Cross-domain Fiber Cluster Shape Analysis for Language Performance Cognitive Score Prediction
This work addresses the challenge of linking brain structure to cognitive function for neuroscience and medical applications, but it is incremental as it builds on existing shape analysis and transformer methods.
The researchers tackled the problem of predicting human language performance from brain imaging by analyzing the shape of 3D white matter connections, and they found that their novel SFFormer framework, which fuses shape, microstructure, and connectivity features, improved prediction on a dataset of 1065 healthy young adults.
Shape plays an important role in computer graphics, offering informative features to convey an object's morphology and functionality.
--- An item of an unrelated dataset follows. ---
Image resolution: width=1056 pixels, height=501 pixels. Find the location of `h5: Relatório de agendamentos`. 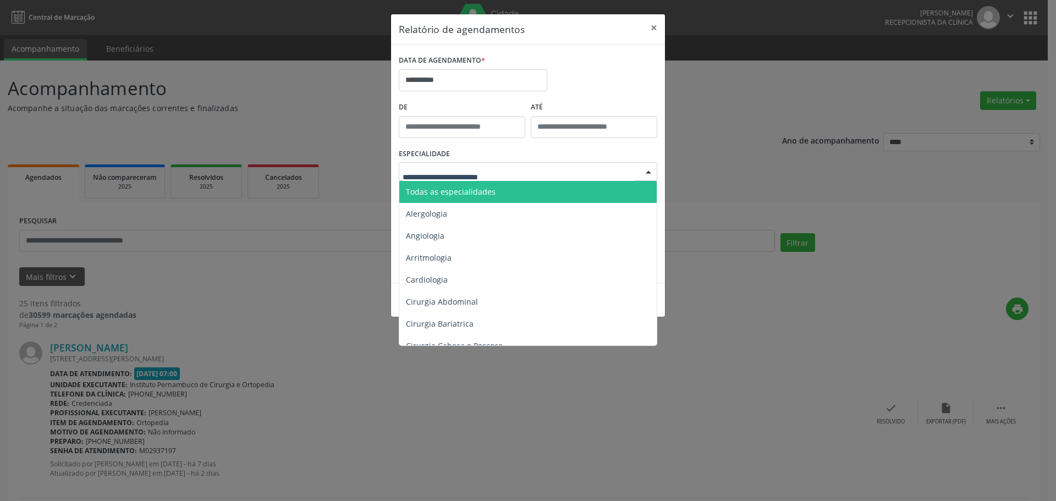

h5: Relatório de agendamentos is located at coordinates (461, 29).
Shape analysis in brain imaging can help interpret structural and functionality correlations of the human brain. In this work, we investigate the shape of the brain's 3D white matter connections and its potential predictive relationship to human cognitive function. We reconstruct brain connections as sequences of 3D points using diffusion magnetic resonance imaging (dMRI) tractography. To describe each connection, we extract 12 shape descriptors in addition to traditional dMRI connectivity and tissue microstructure features. We introduce a novel framework, Shape--fused Fiber Cluster Transformer (SFFormer), that leverages a multi-head cross-attention feature fusion module to predict subject-specific language performance based on dMRI tractography. We assess the performance of the method on a large dataset including 1065 healthy young adults. The results demonstrate that both the transformer-based SFFormer model and its inter/intra feature fusion with shape, microstructure, and connectivity are informative, and together, they improve the prediction of subject-specific language performance scores. Overall, our results indicate that the shape of the brain's connections is predictive of human language function.